Security model

A technical explanation of how SealedKeys protects your secrets. We believe in transparency over security-by-obscurity.

Core principle: zero-knowledge

SealedKeys's servers never receive, store, or can compute your plaintext secrets. Every secret is encrypted on your device before being sent. Even if our database were stolen in its entirety, the attacker would have only ciphertext — mathematically useless without your master password.

Encryption flow

1

Key derivation (client-only)

Your master password is combined with your email address and passed through PBKDF2-SHA256 with 600,000 iterations. This produces your vault key — a 256-bit AES key. This computation happens entirely in your browser using the Web Crypto API.

vaultKey = PBKDF2(masterPassword, email + "sealedkeys_v1", 600000, SHA-256, AES-256-GCM)
2

Encryption (client-only)

Each secret's sensitive fields are serialised to JSON and encrypted using AES-256-GCM with a random 12-byte IV (nonce). The output is iv + ciphertext, base64url-encoded.

encryptedData = base64url(iv[12] || AES-GCM(vaultKey, JSON(secretFields)))
3

What the server receives

Only the encrypted blob, the item name (for search), the URL (for favicon matching), and metadata tags. The server can never reconstruct the secret — it lacks the vault key.

Server stores: { name, url, tags, encryptedData } — no plaintext secrets
4

Decryption (client-only)

When you open your vault, the encrypted blobs are fetched from the server. Your browser derives the vault key again from your master password and decrypts each item locally.

secrets = JSON.parse(AES-GCM-decrypt(vaultKey, base64url-decode(encryptedData)))

Authentication

Your master password is hashed server-side using bcrypt (cost factor 12) solely to verify your identity at login. This hash cannot be reversed to derive your vault key — they are cryptographically independent.

MVP limitation

Currently the master password is transmitted to the server over HTTPS for bcrypt verification. A production implementation should use SRP (Secure Remote Password Protocol) to eliminate any server involvement in the authentication credential entirely. This is on our roadmap.

What we store vs. what we don't

✓ What we store

  • ·Your email address
  • ·bcrypt(masterPassword) — for auth only
  • ·Item names and URLs — unencrypted, for search
  • ·Tags — unencrypted metadata
  • ·AES-256-GCM ciphertext of all secret values
  • ·Audit event metadata (timestamps, actions)

✗ What we never store

  • ·Your master password in plaintext
  • ·Your vault key (derived client-side only)
  • ·Passwords, API keys, SSH keys in plaintext
  • ·TOTP seeds in plaintext
  • ·Recovery codes in plaintext
  • ·Any secret value in any readable form

MVP security caveats

This codebase has NOT undergone an independent security audit. Do not store production credentials until an audit is complete.
Item names and URLs are stored unencrypted. If this is a concern, use generic names.
SRP is not yet implemented — master password traverses the network (protected by TLS).
The vault key is held in JavaScript heap memory. A sophisticated XSS could extract it. CSP headers (roadmap) will mitigate this.
No MFA yet — a stolen credential allows full vault access.
Key rotation (changing master password) is not yet implemented.

Security roadmap

SRP protocol (no password traversal)
Passkeys / WebAuthn support
TOTP and hardware key MFA
Per-org encryption keys
Content Security Policy headers
Independent security audit
Argon2id key derivation upgrade
Key versioning (re-encrypt on password change)
Breach monitoring (HIBP integration)
End-to-end encrypted export/import

The encryption implementation lives in lib/crypto.ts and uses only the browser's built-in window.crypto.subtle API — no third-party cryptography dependencies.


WORK REQUEST: Transcribe the entries exactly. Omit the pictures.

[Dataset rows about figures]
▼

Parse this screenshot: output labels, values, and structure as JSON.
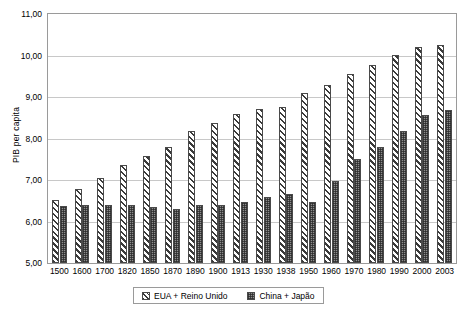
{
  "chart_data": {
    "type": "bar",
    "title": "",
    "xlabel": "",
    "ylabel": "PIB per capita",
    "ylim": [
      5.0,
      11.0
    ],
    "ytick_step": 1.0,
    "ytick_labels": [
      "11,00",
      "10,00",
      "9,00",
      "8,00",
      "7,00",
      "6,00",
      "5,00"
    ],
    "ytick_values": [
      11.0,
      10.0,
      9.0,
      8.0,
      7.0,
      6.0,
      5.0
    ],
    "grid": true,
    "legend_position": "bottom-center",
    "categories": [
      "1500",
      "1600",
      "1700",
      "1820",
      "1850",
      "1870",
      "1890",
      "1900",
      "1913",
      "1930",
      "1938",
      "1950",
      "1960",
      "1970",
      "1980",
      "1990",
      "2000",
      "2003"
    ],
    "series": [
      {
        "name": "EUA + Reino Unido",
        "pattern": "diagonal-hatch",
        "values": [
          6.53,
          6.79,
          7.05,
          7.35,
          7.58,
          7.79,
          8.18,
          8.38,
          8.59,
          8.7,
          8.77,
          9.1,
          9.28,
          9.55,
          9.77,
          10.02,
          10.2,
          10.25
        ]
      },
      {
        "name": "China + Japão",
        "pattern": "cross-hatch",
        "values": [
          6.37,
          6.39,
          6.39,
          6.4,
          6.36,
          6.31,
          6.4,
          6.39,
          6.48,
          6.6,
          6.66,
          6.46,
          6.98,
          7.5,
          7.79,
          8.19,
          8.56,
          8.69
        ]
      }
    ],
    "colors": {
      "series_a_fill": "#ffffff",
      "series_a_hatch": "#3a3a3a",
      "series_b_fill": "#8d8d8d",
      "series_b_hatch": "#282828",
      "gridline": "#c8c8c8",
      "frame": "#9a9a9a",
      "text": "#000000"
    }
  },
  "legend": {
    "entries": [
      {
        "label": "EUA + Reino Unido"
      },
      {
        "label": "China + Japão"
      }
    ]
  }
}
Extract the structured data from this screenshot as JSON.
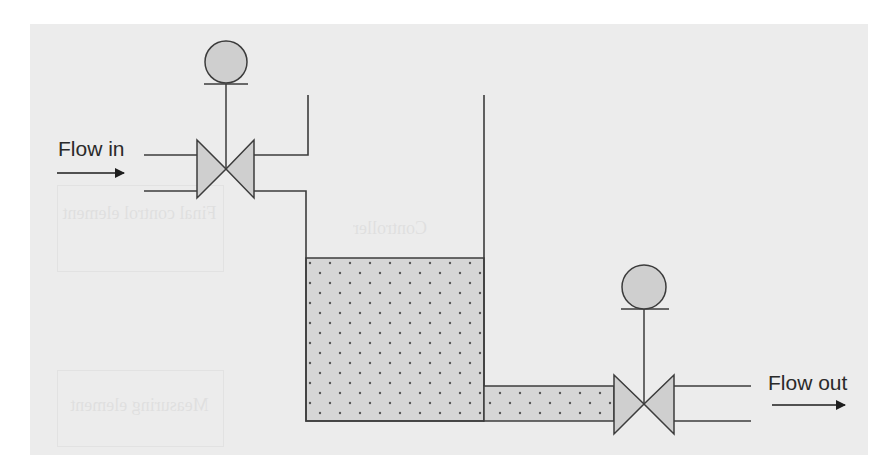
{
  "diagram": {
    "labels": {
      "flow_in": "Flow in",
      "flow_out": "Flow out"
    },
    "components": [
      {
        "id": "inlet-control-valve",
        "type": "control-valve",
        "actuator": "diaphragm"
      },
      {
        "id": "tank",
        "type": "open-tank",
        "content": "liquid"
      },
      {
        "id": "outlet-control-valve",
        "type": "control-valve",
        "actuator": "diaphragm"
      }
    ],
    "bleed_through_text": {
      "final_control_element": "Final control element",
      "controller": "Controller",
      "measuring_element": "Measuring element"
    },
    "colors": {
      "panel_background": "#ececec",
      "line": "#3c3c3c",
      "fill": "#cfcfcf",
      "liquid_fill": "#d6d6d6",
      "liquid_dots": "#555555",
      "text": "#2a2a2a"
    }
  }
}
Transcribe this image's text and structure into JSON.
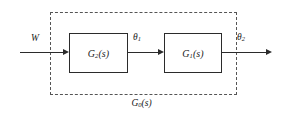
{
  "diagram": {
    "type": "control-system-block-diagram",
    "enclosure": {
      "style": "dashed",
      "caption_prefix": "G",
      "caption_subscript": "0",
      "caption_suffix": "(s)",
      "caption_full": "G0(s)"
    },
    "blocks": [
      {
        "id": "block-g2",
        "prefix": "G",
        "subscript": "2",
        "suffix": "(s)",
        "full": "G2(s)"
      },
      {
        "id": "block-g1",
        "prefix": "G",
        "subscript": "1",
        "suffix": "(s)",
        "full": "G1(s)"
      }
    ],
    "signals": [
      {
        "id": "input",
        "prefix": "W",
        "subscript": "",
        "full": "W"
      },
      {
        "id": "intermediate",
        "prefix": "θ",
        "subscript": "1",
        "full": "θ1"
      },
      {
        "id": "output",
        "prefix": "θ",
        "subscript": "2",
        "full": "θ2"
      }
    ],
    "colors": {
      "line": "#2b2b2b",
      "dashed_border": "#555555",
      "background": "#ffffff",
      "text": "#1a1a1a"
    }
  }
}
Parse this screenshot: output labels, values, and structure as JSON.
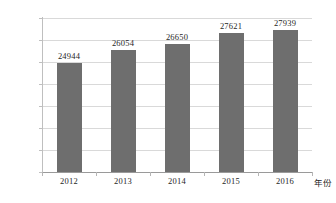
{
  "chart_data": {
    "type": "bar",
    "title": "",
    "xlabel": "年份",
    "ylabel": "",
    "categories": [
      "2012",
      "2013",
      "2014",
      "2015",
      "2016"
    ],
    "values": [
      24944,
      26054,
      26650,
      27621,
      27939
    ],
    "data_labels": [
      "24944",
      "26054",
      "26650",
      "27621",
      "27939"
    ],
    "ylim": [
      15000,
      29000
    ],
    "ytick_step": 2000,
    "ytick_labels": [
      "29000",
      "27000",
      "25000",
      "23000",
      "21000",
      "19000",
      "17000",
      "15000"
    ],
    "grid": true,
    "legend": false,
    "bar_color": "#6e6e6e",
    "grid_color": "#d9d9d9",
    "axis_color": "#9a9a9a",
    "background": "#ffffff"
  }
}
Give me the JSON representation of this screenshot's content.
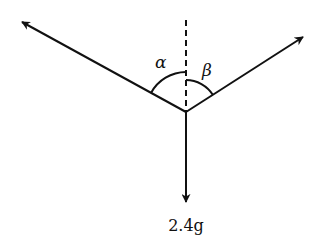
{
  "diagram": {
    "type": "force-diagram",
    "labels": {
      "alpha": "α",
      "beta": "β",
      "weight": "2.4g"
    },
    "forces": [
      {
        "name": "left-tension",
        "direction": "up-left"
      },
      {
        "name": "right-tension",
        "direction": "up-right"
      },
      {
        "name": "weight",
        "direction": "down",
        "label": "2.4g"
      }
    ],
    "reference_line": "vertical-dashed"
  }
}
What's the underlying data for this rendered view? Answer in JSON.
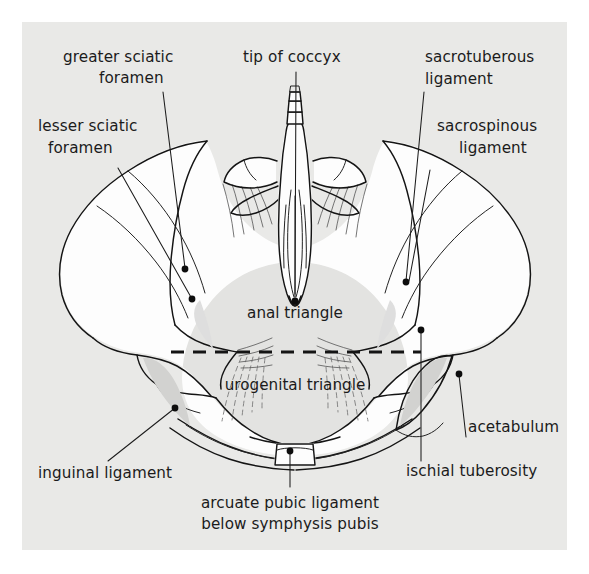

▲

TASK RESULT:
Parse this screenshot: output labels, values, and structure as JSON.
{
  "chart_data": {
    "type": "bar",
    "title": "",
    "xlabel": "",
    "ylabel": "PIB per capita",
    "ylim": [
      5.0,
      11.0
    ],
    "ytick_step": 1.0,
    "ytick_labels": [
      "11,00",
      "10,00",
      "9,00",
      "8,00",
      "7,00",
      "6,00",
      "5,00"
    ],
    "ytick_values": [
      11.0,
      10.0,
      9.0,
      8.0,
      7.0,
      6.0,
      5.0
    ],
    "grid": true,
    "legend_position": "bottom-center",
    "categories": [
      "1500",
      "1600",
      "1700",
      "1820",
      "1850",
      "1870",
      "1890",
      "1900",
      "1913",
      "1930",
      "1938",
      "1950",
      "1960",
      "1970",
      "1980",
      "1990",
      "2000",
      "2003"
    ],
    "series": [
      {
        "name": "EUA + Reino Unido",
        "pattern": "diagonal-hatch",
        "values": [
          6.53,
          6.79,
          7.05,
          7.35,
          7.58,
          7.79,
          8.18,
          8.38,
          8.59,
          8.7,
          8.77,
          9.1,
          9.28,
          9.55,
          9.77,
          10.02,
          10.2,
          10.25
        ]
      },
      {
        "name": "China + Japão",
        "pattern": "cross-hatch",
        "values": [
          6.37,
          6.39,
          6.39,
          6.4,
          6.36,
          6.31,
          6.4,
          6.39,
          6.48,
          6.6,
          6.66,
          6.46,
          6.98,
          7.5,
          7.79,
          8.19,
          8.56,
          8.69
        ]
      }
    ],
    "colors": {
      "series_a_fill": "#ffffff",
      "series_a_hatch": "#3a3a3a",
      "series_b_fill": "#8d8d8d",
      "series_b_hatch": "#282828",
      "gridline": "#c8c8c8",
      "frame": "#9a9a9a",
      "text": "#000000"
    }
  },
  "legend": {
    "entries": [
      {
        "label": "EUA + Reino Unido"
      },
      {
        "label": "China + Japão"
      }
    ]
  }
}
Extract the structured data from this screenshot as JSON.
{
  "diagram": {
    "labels": {
      "flow_in": "Flow in",
      "flow_out": "Flow out"
    },
    "components": [
      {
        "id": "inlet-control-valve",
        "type": "control-valve",
        "actuator": "diaphragm"
      },
      {
        "id": "tank",
        "type": "open-tank",
        "content": "liquid"
      },
      {
        "id": "outlet-control-valve",
        "type": "control-valve",
        "actuator": "diaphragm"
      }
    ],
    "bleed_through_text": {
      "final_control_element": "Final control element",
      "controller": "Controller",
      "measuring_element": "Measuring element"
    },
    "colors": {
      "panel_background": "#ececec",
      "line": "#3c3c3c",
      "fill": "#cfcfcf",
      "liquid_fill": "#d6d6d6",
      "liquid_dots": "#555555",
      "text": "#2a2a2a"
    }
  }
}
Transcribe this image's text and structure into JSON.
{
  "diagram": {
    "type": "control-system-block-diagram",
    "enclosure": {
      "style": "dashed",
      "caption_prefix": "G",
      "caption_subscript": "0",
      "caption_suffix": "(s)",
      "caption_full": "G0(s)"
    },
    "blocks": [
      {
        "id": "block-g2",
        "prefix": "G",
        "subscript": "2",
        "suffix": "(s)",
        "full": "G2(s)"
      },
      {
        "id": "block-g1",
        "prefix": "G",
        "subscript": "1",
        "suffix": "(s)",
        "full": "G1(s)"
      }
    ],
    "signals": [
      {
        "id": "input",
        "prefix": "W",
        "subscript": "",
        "full": "W"
      },
      {
        "id": "intermediate",
        "prefix": "θ",
        "subscript": "1",
        "full": "θ1"
      },
      {
        "id": "output",
        "prefix": "θ",
        "subscript": "2",
        "full": "θ2"
      }
    ],
    "colors": {
      "line": "#2b2b2b",
      "dashed_border": "#555555",
      "background": "#ffffff",
      "text": "#1a1a1a"
    }
  }
}
Parse this screenshot: output labels, values, and structure as JSON.
{
  "chart_data": {
    "type": "bar",
    "title": "",
    "xlabel": "年份",
    "ylabel": "",
    "categories": [
      "2012",
      "2013",
      "2014",
      "2015",
      "2016"
    ],
    "values": [
      24944,
      26054,
      26650,
      27621,
      27939
    ],
    "data_labels": [
      "24944",
      "26054",
      "26650",
      "27621",
      "27939"
    ],
    "ylim": [
      15000,
      29000
    ],
    "ytick_step": 2000,
    "ytick_labels": [
      "29000",
      "27000",
      "25000",
      "23000",
      "21000",
      "19000",
      "17000",
      "15000"
    ],
    "grid": true,
    "legend": false,
    "bar_color": "#6e6e6e",
    "grid_color": "#d9d9d9",
    "axis_color": "#9a9a9a",
    "background": "#ffffff"
  }
}
Give me the JSON representation of this screenshot's content.
{
  "diagram": {
    "type": "force-diagram",
    "labels": {
      "alpha": "α",
      "beta": "β",
      "weight": "2.4g"
    },
    "forces": [
      {
        "name": "left-tension",
        "direction": "up-left"
      },
      {
        "name": "right-tension",
        "direction": "up-right"
      },
      {
        "name": "weight",
        "direction": "down",
        "label": "2.4g"
      }
    ],
    "reference_line": "vertical-dashed"
  }
}
What's the underlying data for this rendered view? Answer in JSON.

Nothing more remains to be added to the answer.